Fig. 90.—Glass Insulator and Sleeve on 50,000-volt Line
Between Cañon Ferry and Butte, Mont.
When any suitable insulator is dry and clean it offers all necessary resistance to the leakage of current over its surface, and any resistance in the pin that carries the insulator is of small importance. If the resistance of an insulator needs to be reinforced by that of its pin in any case, it is when the surface of the insulator is wet or dirty. Unfortunately, however, the same weather conditions that deposit dirt or moisture on an insulator make similar deposits on its pin, and the resistance of the pin is lowered much more than that of the insulator by such deposits. The increase of current leakage over the surface of an insulator during rains and fogs usually does no damage to the insulator itself, but such leakage over the wet pin soon develops a surface layer of carbon that continues to act as a good conductor after the moisture that temporarily lowered the resistance has gone. Reasons like these have led some engineers to prefer iron pins with insulators that offer all of the resistance necessary for the voltage employed on the line.
It may be suggested that the use of iron pins will transfer the charring and burning to the wooden cross-arms, but this does not seem to be a necessary result. The comparative freedom of cross-arms from charring and burning where wooden pins are used seems to be due to the larger surface and lower resistance of the cross-arms. With iron pins having a shank of small diameter, so that the area of contact surface between the pin and the wooden cross-arm is relatively small, there may be some charring of the wood at this contact surface.
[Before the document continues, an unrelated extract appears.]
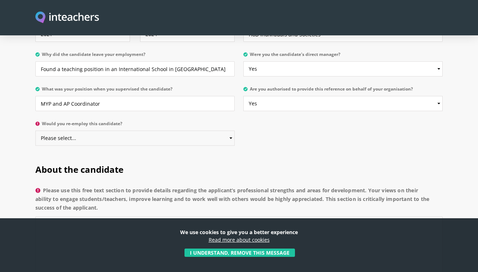 The width and height of the screenshot is (478, 272). What do you see at coordinates (67, 18) in the screenshot?
I see `a: Visit this site's homepage` at bounding box center [67, 18].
Should it be thought desirable to guard against any trouble of this sort, the surface of the iron pin in contact with the cross-arm may be made ample by the use of large washers, or by giving each pin a greater diameter at the shank than elsewhere.
It may be noted that the pins with a central iron bolt only half an inch in diameter, that were used on the 33,000-volt Santa Ana line, were said to have caused no burning of their cross-arms in those cases in which the wooden threads about the top of the central bolt were burned through.
Another possible trouble with iron pins is that they, by their greater rate of expansion than glass or porcelain, will break their insulators. Such results can readily be avoided by cementing each iron pin into its insulator, instead of screwing the insulator onto the pin. Iron pins will, no doubt, cost somewhat more than those of wood, but this cost will in any event be only a small percentage of the total investment in a transmission line. Considering the cost of the renewals of wooden pins, there seems little doubt that on a line where the voltage and other conditions are such as to result in frequent burning, iron pins would be cheaper in the end.
Iron pins have already been adopted on a number of high-voltage lines. Not only iron pins, but even iron cross-arms and iron poles are in use on a number of transmission lines. On a long line now under construction in Mexico, iron towers, placed as much as 400 feet apart, are used instead of wooden poles, and both the pins and cross-arms are also of iron. The 75-mile line from Niagara Falls to Toronto is carried entirely on steel towers.
The Vancouver Power Company, Vancouver, British Columbia, use a pin that consists of a steel bolt about 12 inches long fitted with a sleeve of cast iron 41⁄2 inches long to enter the cross-arm, and a lead thread to screw into the insulator. On the 111-mile line of the Washington Power Company, of Spokane, which was designed to operate at 60,000 volts and runs to the Standard and Hecla mines, a pin consisting of a steel bar 11⁄8 inches in diameter, with a cast-iron shank 21⁄16 inches in diameter to enter the cross-arm, and with the lead threads for the insulator, is used.
Fig. 92.—Iron Pins on Spier Falls Line.